Based on a book series that has topped best-seller lists several times, selling 4.5 million copies, the television premiere of “Gossip Girl” is reigniting a debate over how accurately the series depicts life on the Upper East Side.

“There are parallels,” a 2007 graduate of the Spence School, Mina Beveney, said after watching the pilot, which will air September 19 on the CW network.

Students said several schools have imposed bans on speaking to the press after unflattering depictions of the schools. Nightingale-Bamford is the alma mater of the “Gossip Girl” books’ original author, Cecily von Ziegesar.

Several young Upper East Siders said that having loved the books, they are anxiously awaiting CW’s “Gossip Girl.”

The show opens with the return of the blonde hero, Serena van der Woodsen, to Manhattan from boarding school — an arrival that a narrator says promises to upend the world at the fictional Constance Billard (for girls) and St.

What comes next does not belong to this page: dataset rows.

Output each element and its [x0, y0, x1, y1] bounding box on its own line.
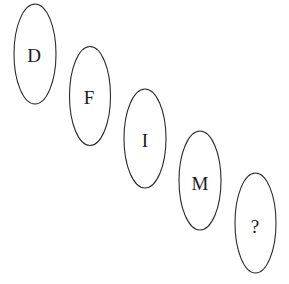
letter-sequence-diagram: D F I M ? — [0, 0, 289, 284]
question-mark: ? — [251, 216, 259, 237]
sequence-item-1: D — [14, 4, 56, 104]
letter-4: M — [192, 173, 209, 194]
letter-3: I — [142, 130, 148, 151]
sequence-item-4: M — [179, 131, 221, 230]
letter-1: D — [27, 45, 41, 66]
sequence-item-3: I — [124, 89, 166, 188]
sequence-item-2: F — [70, 47, 111, 146]
letter-2: F — [84, 87, 95, 108]
sequence-item-5: ? — [235, 173, 276, 273]
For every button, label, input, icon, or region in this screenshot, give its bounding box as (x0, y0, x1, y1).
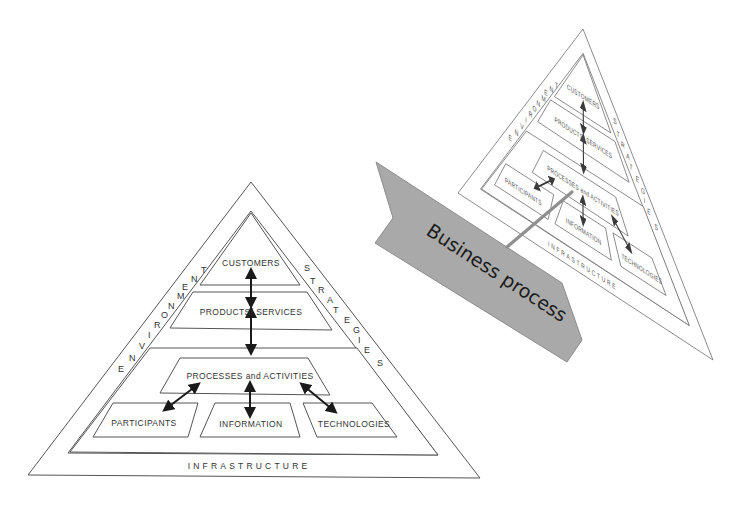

Jude’s (for boys) schools. The narrator, who it turns out is the anonymous Gossip Girl, author of a blog on her peers’ social lives, then signs off with a bewitching “XOXO.”

The popular e-mail signoff is never said out loud in real life, according to students interviewed by The New York Sun. “You’d sound like a dumb person,” Miss Beveney said.

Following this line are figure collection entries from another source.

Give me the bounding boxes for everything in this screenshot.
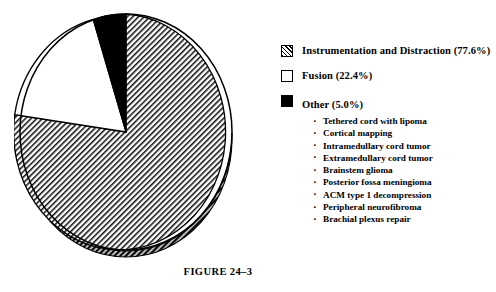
list-item: Intramedullary cord tumor (313, 140, 433, 152)
legend-other-block: Other (5.0%) Tethered cord with lipoma C… (302, 94, 433, 226)
list-item: Brainstem glioma (313, 164, 433, 176)
pie-chart (14, 10, 254, 262)
black-swatch-icon (281, 95, 293, 107)
chart-legend: Instrumentation and Distraction (77.6%) … (281, 44, 495, 226)
legend-label-instrumentation: Instrumentation and Distraction (77.6%) (302, 44, 490, 57)
figure-caption: FIGURE 24–3 (0, 266, 436, 277)
list-item: Cortical mapping (313, 127, 433, 139)
list-item: Tethered cord with lipoma (313, 115, 433, 127)
pie-slices (14, 14, 226, 250)
legend-label-other: Other (5.0%) (302, 99, 363, 110)
legend-item-fusion: Fusion (22.4%) (281, 69, 495, 82)
hatched-swatch-icon (281, 45, 293, 57)
list-item: Posterior fossa meningioma (313, 176, 433, 188)
white-swatch-icon (281, 70, 293, 82)
list-item: Peripheral neurofibroma (313, 201, 433, 213)
other-category-list: Tethered cord with lipoma Cortical mappi… (302, 115, 433, 226)
list-item: Brachial plexus repair (313, 213, 433, 225)
legend-label-fusion: Fusion (22.4%) (302, 69, 372, 82)
legend-item-other: Other (5.0%) Tethered cord with lipoma C… (281, 94, 495, 226)
list-item: Extramedullary cord tumor (313, 152, 433, 164)
pie-chart-svg (14, 10, 254, 262)
figure-container: Instrumentation and Distraction (77.6%) … (0, 0, 496, 292)
legend-item-instrumentation: Instrumentation and Distraction (77.6%) (281, 44, 495, 57)
list-item: ACM type 1 decompression (313, 189, 433, 201)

Later the television girls are shown sitting on the steps of the Metropolitan Museum of Art in their Constance Billard uniforms, plaid skirts just above their knees.

On the steps, the girls hold invitations for a party called “Kiss On The Lips.”

At the party, complimentary champagne flowed as teenagers danced, some text-messaging to the beat.

Neither of the shows’ creators, Josh Schwartz and Stephanie Savage — who also produced the popular Fox drama “The O.C.” about young people in Orange County, California — are from New York City, Ms. Savage said.

So they researched. Ms. Savage said she spent two weeks in the city, where she interviewed between six and 10 girls. The books’ editor, Cynthia Eagen, said that their author, Ms. von Ziegesar, also aims for realism, drawing on her own experience and sometimes eavesdropping on teenagers around the city.

A 2007 Spence graduate, Kathryn Arffa, who has read the books, said the series blots out a large part of her life: academics. She said she is dreading the television show. “People associate it with my life, and my life is nothing like that,” she said. “I live nothing like Serena van der Woodsen.”

Ms. Savage said she heard similar criticisms of the Gossip Girl books from the girls she interviewed. She said future episodes will feature time in actual classrooms, including an episode about a phenomenon called “Ivy Week,” where Ivy League admissions officers will visit a school, to students’ terror.

Miss Beveney, who grew up in Queens and commuted to Spence, said the light focus on academics was misleading. “I don’t understand how they’re glamorously not doing five hours of homework a night,” she said.

Miss Beveney said she does not plan to watch the show regularly. “It will rot your brain,” she said. But she said she did find the pilot entertaining.

“I’d watch it if there was nothing else on,” she said.